Punta Arenas’ own expert, Claudio Casiccia, is equally noncommittal.
“If this trend continues for four, five, six years, then I think that’s a sign the ozone is recovering,” said the Chilean, who monitors the skies via sophisticated instruments on the roof of his Ozone Laboratory at the University of Magallanes.
Computer models suggest ozone should recover globally by 2040-2050, Casiccia pointed out. “But global ozone is one situation” – it was depleted by 6 percent over the United States, for example – “and Antarctica is another situation.”
Casiccia and others worry that unforeseen new compounds might damage the ozone shield. And they are troubled by the granting of exemptions from the Montreal Protocol.
On Nov. 26, at negotiations in Prague, Czech Republic, a dozen nations, including the United States, Canada and some European countries, won continued exemptions for use of methyl bromide, an ozone-depleting agricultural pesticide that was to have been phased out this year.

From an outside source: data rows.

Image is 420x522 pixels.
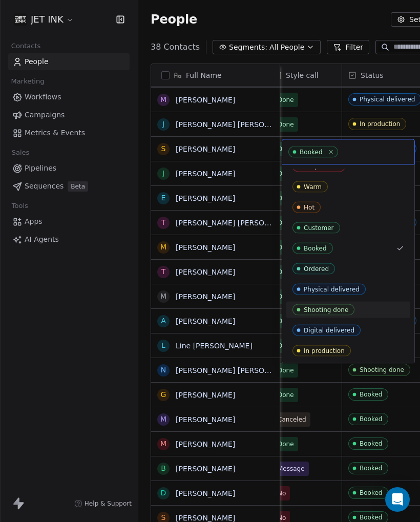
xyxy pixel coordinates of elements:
div: Digital delivered [304,327,354,334]
div: In production [304,347,345,354]
div: Physical delivered [304,286,360,293]
div: Shooting done [304,306,348,313]
div: Warm [304,183,322,190]
div: Hot [304,204,314,211]
div: Booked [300,148,323,156]
div: Booked [304,245,327,252]
div: Suggestions [286,118,410,380]
div: Customer [304,224,334,231]
div: Ordered [304,265,329,272]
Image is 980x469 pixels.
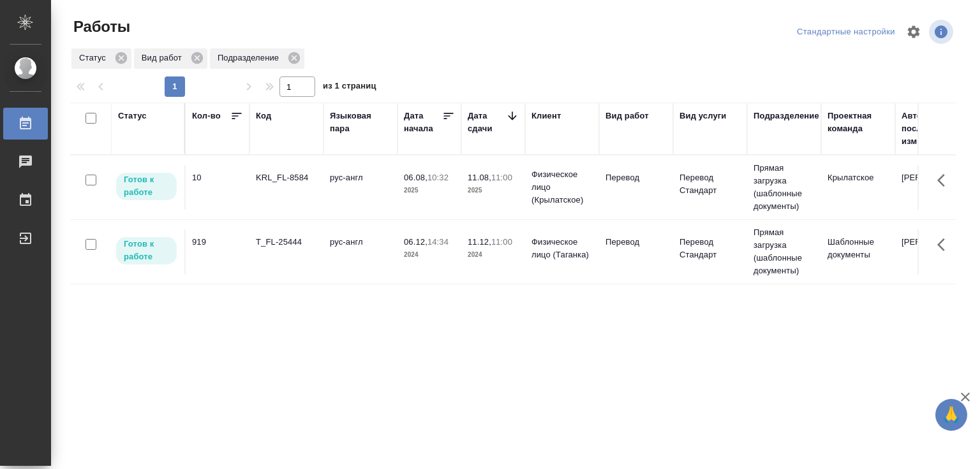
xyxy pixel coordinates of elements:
button: Здесь прячутся важные кнопки [930,165,960,196]
p: 2025 [468,185,518,197]
td: [PERSON_NAME] [895,165,969,210]
p: 10:32 [427,172,448,182]
div: Дата начала [404,109,442,135]
span: из 1 страниц [323,79,377,97]
td: Шаблонные документы [821,229,895,274]
div: Языковая пара [330,109,391,135]
div: Дата сдачи [468,109,506,135]
p: Физическое лицо (Крылатское) [532,168,593,206]
div: Автор последнего изменения [901,109,962,148]
td: Крылатское [821,165,895,210]
td: рус-англ [323,165,398,210]
p: Перевод [605,172,666,185]
div: Статус [72,48,131,69]
p: 2025 [404,185,455,197]
button: 🙏 [935,399,968,431]
p: 2024 [404,248,455,262]
p: 11:00 [491,237,512,247]
div: Исполнитель может приступить к работе [115,172,178,201]
div: T_FL-25444 [256,236,317,248]
td: 919 [186,229,250,274]
p: 2024 [468,248,518,262]
div: Вид услуги [680,109,727,122]
td: рус-англ [323,229,398,274]
button: Здесь прячутся важные кнопки [930,229,960,260]
div: Исполнитель может приступить к работе [115,236,178,266]
p: Готов к работе [123,238,169,263]
div: Код [256,109,271,122]
span: Работы [70,17,130,37]
p: 14:34 [427,237,448,247]
div: Подразделение [210,48,305,69]
td: Прямая загрузка (шаблонные документы) [747,220,821,284]
p: Перевод Стандарт [680,236,741,262]
p: Статус [79,52,110,65]
span: Настроить таблицу [899,17,929,47]
p: 06.12, [404,237,427,247]
p: Перевод [605,236,666,248]
div: Статус [118,109,147,122]
div: Вид работ [134,48,208,69]
div: Кол-во [192,109,221,122]
p: 06.08, [404,172,427,182]
td: [PERSON_NAME] [895,229,969,274]
div: Клиент [532,109,561,122]
td: 10 [186,165,250,210]
p: 11:00 [491,172,512,182]
div: Подразделение [753,109,819,122]
div: split button [793,22,899,42]
p: Физическое лицо (Таганка) [532,236,593,262]
td: Прямая загрузка (шаблонные документы) [747,156,821,220]
p: Готов к работе [123,173,169,199]
p: 11.08, [468,172,491,182]
div: Проектная команда [828,109,889,135]
span: 🙏 [941,402,962,429]
div: KRL_FL-8584 [256,172,317,185]
div: Вид работ [605,109,649,122]
p: Подразделение [217,52,283,65]
p: Вид работ [142,52,187,65]
span: Посмотреть информацию [929,20,955,44]
p: Перевод Стандарт [680,172,741,197]
p: 11.12, [468,237,491,247]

Chemist Mario Molina, who shared a 1995 Nobel prize for identifying the ozone threat, protests that substitutes are available. “Any exemptions for further emissions will delay the recovery of the ozone layer,” he said by telephone from Cambridge, Mass.
Environmentalists at the Prague meeting worried that continued exceptions for rich countries could undermine the Montreal treaty itself, by discouraging poorer countries from meeting their own later deadlines – to end CFC use by 2010, for example.
In Punta Arenas, ozone is a here-and-now concern for Dr. Jaime F. Abarca, the city’s lone dermatologist, who with Casiccia’s help conducted the only detailed studies of local sunburns, skin cancer and UV-B levels.
Abarca reported in a British dermatology journal that incidence of skin cancer leaped from 65 cases recorded between 1987 to 1993, to 108 in the following seven-year period. He says additional research, with international aid, is urgently needed.
The annual shrinking of the hole – the area where ozone drops below 220 Dobson units – doesn’t mean the danger ends for Punta Arenas. Even in December, below-normal ozone levels combine with a higher-angled, more direct sun to produce “red alert” days, announced via 131 prominent signs posted at schools, office lobbies and other key points, modeled on a traffic light showing five alert levels ranging from green to violet.
Still, few are seen on the streets in dark glasses or shady hats. Fernando Carbacho wears his $100 UV-guard sunglasses rain or shine. “But not everyone can afford good glasses,” the 64-year-old retired soldier said.
Besides, he said, “people are contrary,” resisting being told what to do, including his 12-year-old granddaughter, who goes without protection.
“They know what the problem is,” Amarales said. “They just haven’t changed their habits.”